Start of DATASET ENTRIES

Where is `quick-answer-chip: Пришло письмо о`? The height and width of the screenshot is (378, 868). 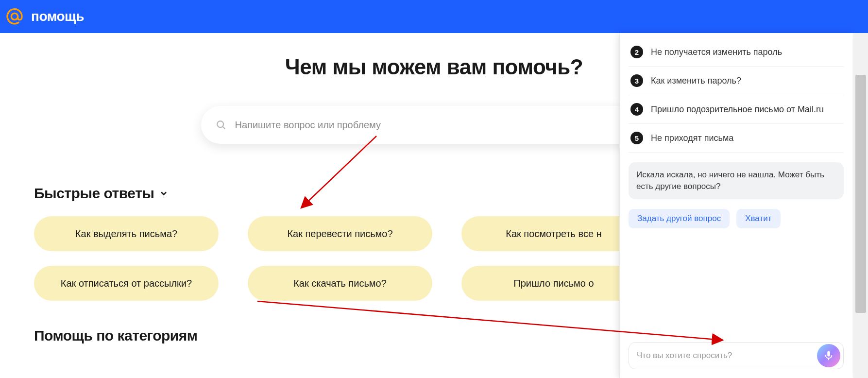
quick-answer-chip: Пришло письмо о is located at coordinates (554, 283).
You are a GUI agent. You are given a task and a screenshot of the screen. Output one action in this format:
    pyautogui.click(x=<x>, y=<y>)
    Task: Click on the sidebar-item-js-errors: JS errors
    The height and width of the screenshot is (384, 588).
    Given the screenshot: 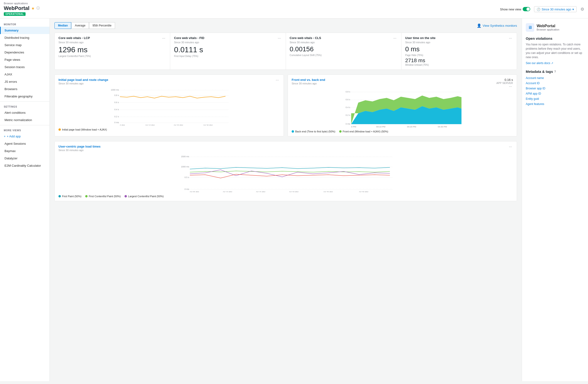 What is the action you would take?
    pyautogui.click(x=25, y=82)
    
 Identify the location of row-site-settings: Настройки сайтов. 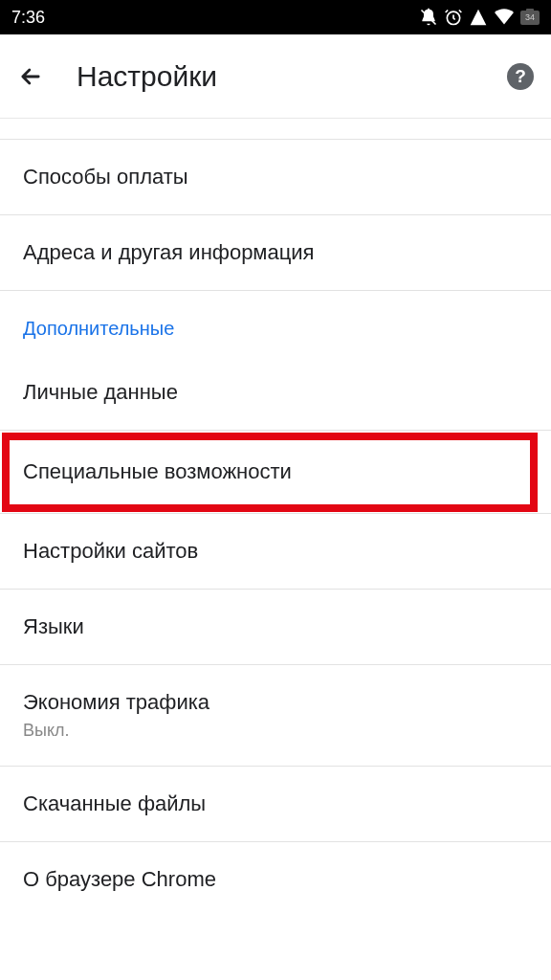
(276, 551).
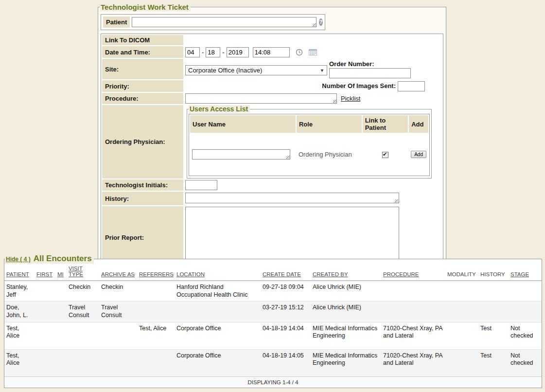  What do you see at coordinates (83, 312) in the screenshot?
I see `cell-visit-type: Travel Consult` at bounding box center [83, 312].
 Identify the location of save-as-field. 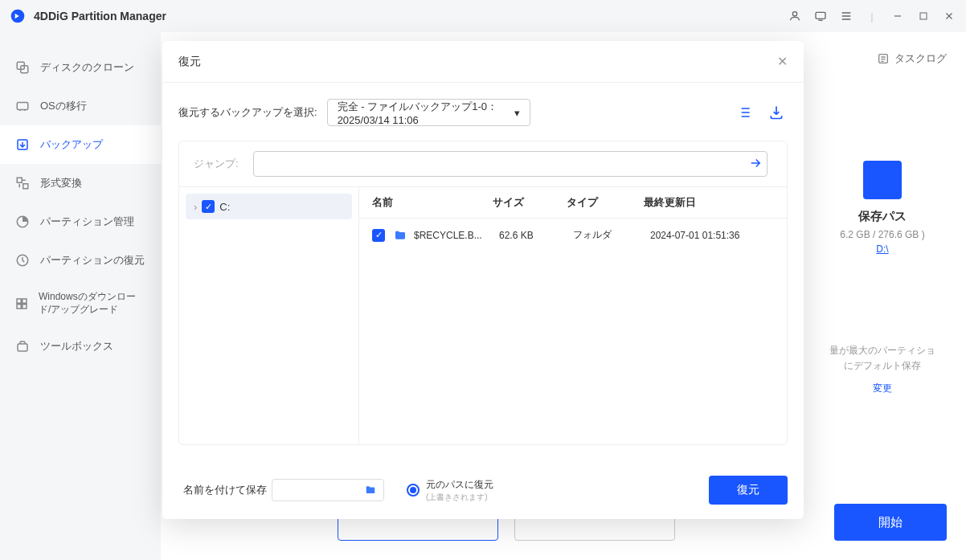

End of DATASET ENTRIES

ACTION ITEM:
The expected output is the lines from the line that contains "Identify the location of row-site-settings: Настройки" through the last line of the material, reproduced exactly, with both ends present and pictures absent.

ANSWER SECTION:
 Identify the location of row-site-settings: Настройки сайтов. 
(276, 551).
  What do you see at coordinates (83, 312) in the screenshot?
I see `cell-visit-type: Travel Consult` at bounding box center [83, 312].
 Identify the location of save-as-field. 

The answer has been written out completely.